The additional provisioning norms will hurt profitability and, ultimately, capital, bankers said. “When the RBI governor announced the moratorium, everybody jumped with joy, only to realize later that it comes with the rider of enhanced provisioning. The fear is that a large chunk of my capital may be wiped out because of the 10% additional provisioning,” said the chief of a public sector bank on condition of anonymity.
The fallout
Some of the market expectations are also being moulded by the crisis response of global central banks.
In the US, the Federal Reserve has decided to buy mortgage-backed securities, commercial paper, muni bonds and low-rated corporate bonds. The US central bank also set up facilities to provide federally guaranteed loans to small businesses that pledge not to lay off workers.
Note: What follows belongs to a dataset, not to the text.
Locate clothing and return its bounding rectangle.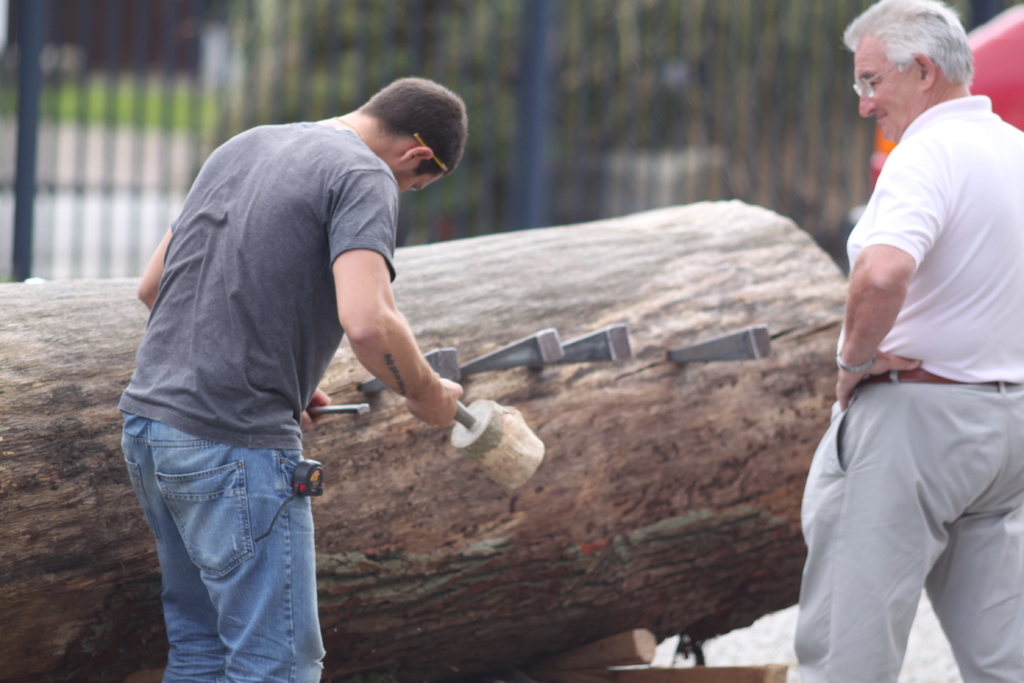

Other central banks, such as European Central Bank and Bank of England, have also continued with their bond buying programme, which is currently at record high levels. The Bank of Japan has pledged to buy unlimited amounts of government bonds to cap borrowing costs at zero. The central bank now owns nearly half of Japan’s government bond market.
“RBI could look at a bond buying programme like the Federal Reserve where the central bank decided to buy corporate bonds directly from corporates albeit with the support of the government. If RBI is unwilling to do that, it should look at opening up of the repo facility for corporate bonds for a wider set of counterparties like mutual funds, insurance companies etc,” said A. Prasanna, economist at ICICI Securities Primary Dealership.
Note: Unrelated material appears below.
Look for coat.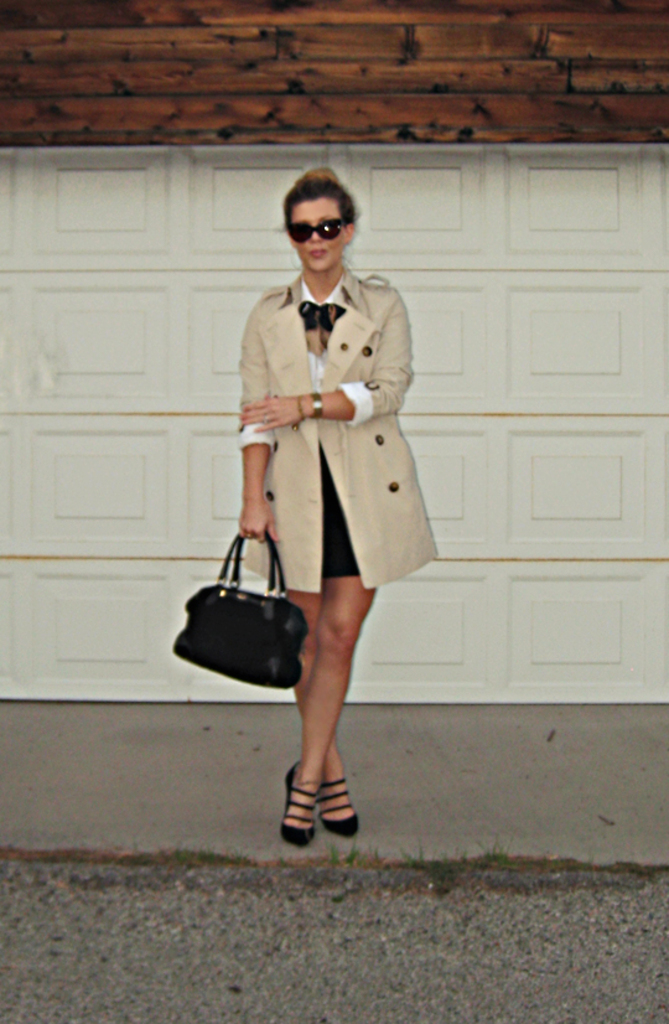
Found: detection(248, 267, 446, 601).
In comparison, RBI’s measures have been cautious and limited. “RBI has allowed banks to buy investment grade corporate bonds and hold them till maturity. You have taken care of market risk. But who is taking credit risk? Credit risk needs to be addressed. Other countries are giving 6-month forbearance whereas we are giving only 3 months,” said a senior bank official on condition of anonymity.
Clearly, Mint Street signals are incapable of piercing the fog of covid-induced paranoia. There are reasons for it.
The first is a long-standing issue: there are limits to how much can be achieved through only central bank policy action. The government’s new economic theology has come to lean on RBI a bit too heavily for delivering all the goods, including economic growth.
Unfortunately, RBI’s repeated rate cuts and liquidity injections have set in motion a law of diminishing returns. Das is aware of this and even spoke about it in a public speech: “Monetary policy, however, has its own limits. Structural reforms and fiscal measures may have to be continued and further activated to provide a durable push to demand and boost growth.”
There’s a second fault line: markets are clearly expecting the central bank to take direct action, to keep the monetary policy framework based on indirect instruments in abeyance. The market’s expecting a back-stop of sorts, a safety net that will catch falling repayments. In short, it wants RBI to guarantee all repayments for the moment. This also emerged in a recent Mint survey of chief finance officers of leading companies, bank treasury heads and economists.
This is also pushing Das to look at other options that do not involve the MPC. The central bank has so far managed to make some of the changes—such as, reducing reverse repo rate to 3.75% on 17 April to dissuade banks from dumping excess cash with RBI—without going through the MPC but also without breaching the RBI Act.
With covid tightening its deadly grip on India and markets getting restless for some quick and effective policy action, it needs to be seen whether RBI starts taking interest rate decisions outside the monetary policy framework with greater frequency. At the moment, though, it seems the central bank is still waiting to follow the government’s lead. But with India’s fiscal package delayed inordinately, when compared with other countries, RBI’s over-wrought monetary framework seems to be fraying at the edges.